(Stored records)
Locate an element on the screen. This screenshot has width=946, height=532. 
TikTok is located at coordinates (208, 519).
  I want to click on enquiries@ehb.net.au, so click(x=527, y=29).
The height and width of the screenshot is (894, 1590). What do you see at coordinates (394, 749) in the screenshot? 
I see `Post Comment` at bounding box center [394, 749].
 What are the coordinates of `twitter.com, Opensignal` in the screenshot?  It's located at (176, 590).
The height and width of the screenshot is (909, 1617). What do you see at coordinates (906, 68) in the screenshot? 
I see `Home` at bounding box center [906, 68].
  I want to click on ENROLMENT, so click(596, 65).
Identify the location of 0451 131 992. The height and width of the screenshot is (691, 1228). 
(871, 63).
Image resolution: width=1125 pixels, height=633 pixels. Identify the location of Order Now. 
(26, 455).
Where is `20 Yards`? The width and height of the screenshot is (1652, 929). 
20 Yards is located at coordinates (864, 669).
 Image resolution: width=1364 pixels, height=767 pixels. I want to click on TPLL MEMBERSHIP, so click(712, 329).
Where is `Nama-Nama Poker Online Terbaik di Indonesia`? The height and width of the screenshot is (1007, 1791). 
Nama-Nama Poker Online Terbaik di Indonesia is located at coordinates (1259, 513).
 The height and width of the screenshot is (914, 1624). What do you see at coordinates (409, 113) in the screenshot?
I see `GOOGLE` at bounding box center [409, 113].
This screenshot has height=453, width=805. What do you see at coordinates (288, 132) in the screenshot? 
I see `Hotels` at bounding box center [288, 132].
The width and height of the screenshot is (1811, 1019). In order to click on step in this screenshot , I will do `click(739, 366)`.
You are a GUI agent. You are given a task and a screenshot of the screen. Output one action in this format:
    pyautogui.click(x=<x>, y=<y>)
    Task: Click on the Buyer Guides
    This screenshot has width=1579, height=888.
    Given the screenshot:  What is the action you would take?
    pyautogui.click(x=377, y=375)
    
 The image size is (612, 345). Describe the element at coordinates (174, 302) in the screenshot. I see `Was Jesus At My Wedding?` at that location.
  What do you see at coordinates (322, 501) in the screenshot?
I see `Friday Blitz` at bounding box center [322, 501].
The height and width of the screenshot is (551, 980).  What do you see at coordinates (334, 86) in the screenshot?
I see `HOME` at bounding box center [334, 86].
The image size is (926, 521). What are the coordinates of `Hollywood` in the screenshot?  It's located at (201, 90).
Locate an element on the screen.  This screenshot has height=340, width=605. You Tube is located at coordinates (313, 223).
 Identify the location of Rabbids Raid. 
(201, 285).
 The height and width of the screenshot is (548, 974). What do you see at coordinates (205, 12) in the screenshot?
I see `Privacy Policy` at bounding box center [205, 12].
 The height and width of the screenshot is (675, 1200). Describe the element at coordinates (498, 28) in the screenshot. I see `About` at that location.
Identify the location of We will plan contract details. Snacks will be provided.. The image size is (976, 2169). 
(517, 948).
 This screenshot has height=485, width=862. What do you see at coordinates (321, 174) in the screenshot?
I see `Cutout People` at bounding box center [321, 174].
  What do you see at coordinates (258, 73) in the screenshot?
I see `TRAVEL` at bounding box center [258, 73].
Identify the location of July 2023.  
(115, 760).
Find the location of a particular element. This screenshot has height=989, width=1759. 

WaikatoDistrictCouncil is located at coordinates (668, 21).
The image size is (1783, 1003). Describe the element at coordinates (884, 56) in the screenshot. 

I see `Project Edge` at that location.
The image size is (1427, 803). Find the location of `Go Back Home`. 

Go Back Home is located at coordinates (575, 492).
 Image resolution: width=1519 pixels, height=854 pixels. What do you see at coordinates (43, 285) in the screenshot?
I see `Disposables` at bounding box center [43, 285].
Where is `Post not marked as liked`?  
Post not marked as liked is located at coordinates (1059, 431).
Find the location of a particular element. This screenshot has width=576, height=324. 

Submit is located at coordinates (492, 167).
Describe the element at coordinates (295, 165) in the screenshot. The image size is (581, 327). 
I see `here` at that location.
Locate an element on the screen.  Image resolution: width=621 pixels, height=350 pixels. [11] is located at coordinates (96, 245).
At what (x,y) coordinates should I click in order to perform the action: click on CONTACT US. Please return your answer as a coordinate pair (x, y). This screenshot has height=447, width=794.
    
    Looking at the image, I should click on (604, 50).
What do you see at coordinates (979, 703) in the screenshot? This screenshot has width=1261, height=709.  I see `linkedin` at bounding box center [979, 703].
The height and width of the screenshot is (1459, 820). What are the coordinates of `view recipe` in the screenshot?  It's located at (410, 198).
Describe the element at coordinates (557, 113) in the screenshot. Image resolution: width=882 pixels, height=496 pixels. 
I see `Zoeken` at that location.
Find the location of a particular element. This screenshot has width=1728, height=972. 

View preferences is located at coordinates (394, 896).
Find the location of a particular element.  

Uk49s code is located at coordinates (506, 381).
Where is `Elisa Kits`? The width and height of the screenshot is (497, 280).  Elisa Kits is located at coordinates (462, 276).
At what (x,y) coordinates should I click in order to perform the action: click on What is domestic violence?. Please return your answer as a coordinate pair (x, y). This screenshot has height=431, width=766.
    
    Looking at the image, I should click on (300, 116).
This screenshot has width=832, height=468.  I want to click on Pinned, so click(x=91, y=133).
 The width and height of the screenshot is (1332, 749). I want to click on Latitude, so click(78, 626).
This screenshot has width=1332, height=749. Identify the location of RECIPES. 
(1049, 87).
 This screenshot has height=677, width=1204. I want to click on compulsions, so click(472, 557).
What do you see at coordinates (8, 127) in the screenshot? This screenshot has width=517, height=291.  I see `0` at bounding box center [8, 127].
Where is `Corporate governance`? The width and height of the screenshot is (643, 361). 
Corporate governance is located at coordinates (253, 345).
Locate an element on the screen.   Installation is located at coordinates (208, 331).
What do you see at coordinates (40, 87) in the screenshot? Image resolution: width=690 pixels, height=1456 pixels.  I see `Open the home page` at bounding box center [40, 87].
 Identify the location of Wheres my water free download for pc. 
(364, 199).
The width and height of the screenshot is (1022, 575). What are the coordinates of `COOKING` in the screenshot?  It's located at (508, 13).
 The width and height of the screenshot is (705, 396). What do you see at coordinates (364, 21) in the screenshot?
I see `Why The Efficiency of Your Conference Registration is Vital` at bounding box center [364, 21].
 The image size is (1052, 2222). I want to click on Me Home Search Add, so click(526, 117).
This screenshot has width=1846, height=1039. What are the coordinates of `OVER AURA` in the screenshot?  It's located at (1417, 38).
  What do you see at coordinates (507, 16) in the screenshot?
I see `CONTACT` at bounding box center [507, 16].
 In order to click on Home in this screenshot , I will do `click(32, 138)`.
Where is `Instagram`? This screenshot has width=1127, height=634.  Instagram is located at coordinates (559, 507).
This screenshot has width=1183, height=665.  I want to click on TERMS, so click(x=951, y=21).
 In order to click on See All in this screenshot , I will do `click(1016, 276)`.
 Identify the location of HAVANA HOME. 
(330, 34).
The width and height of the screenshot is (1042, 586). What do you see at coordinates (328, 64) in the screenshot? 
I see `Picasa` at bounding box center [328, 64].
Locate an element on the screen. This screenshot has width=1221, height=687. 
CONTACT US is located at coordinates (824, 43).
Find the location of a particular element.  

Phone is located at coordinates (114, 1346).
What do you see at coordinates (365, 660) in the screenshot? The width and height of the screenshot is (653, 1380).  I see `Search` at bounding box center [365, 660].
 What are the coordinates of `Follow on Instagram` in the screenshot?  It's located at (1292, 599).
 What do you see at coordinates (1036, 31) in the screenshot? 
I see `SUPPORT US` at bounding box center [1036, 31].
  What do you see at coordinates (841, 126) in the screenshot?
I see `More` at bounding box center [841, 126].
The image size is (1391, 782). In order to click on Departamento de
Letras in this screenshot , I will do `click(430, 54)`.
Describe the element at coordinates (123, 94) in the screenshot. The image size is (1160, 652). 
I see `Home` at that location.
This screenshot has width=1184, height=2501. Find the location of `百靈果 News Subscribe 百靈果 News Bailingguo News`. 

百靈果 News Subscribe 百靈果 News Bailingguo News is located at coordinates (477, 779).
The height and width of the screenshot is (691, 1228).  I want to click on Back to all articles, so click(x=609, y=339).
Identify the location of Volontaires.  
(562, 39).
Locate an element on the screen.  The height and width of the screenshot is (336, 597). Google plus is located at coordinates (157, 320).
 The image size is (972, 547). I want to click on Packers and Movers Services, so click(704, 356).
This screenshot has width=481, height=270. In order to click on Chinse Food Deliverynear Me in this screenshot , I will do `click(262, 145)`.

YOUR TASK>
Among the lines above, find those that contain the word "Instagram" and copy them.

EXERCISE RESPONSE>
Where is `Instagram`? This screenshot has width=1127, height=634.  Instagram is located at coordinates (559, 507).
 What are the coordinates of `Follow on Instagram` in the screenshot?  It's located at (1292, 599).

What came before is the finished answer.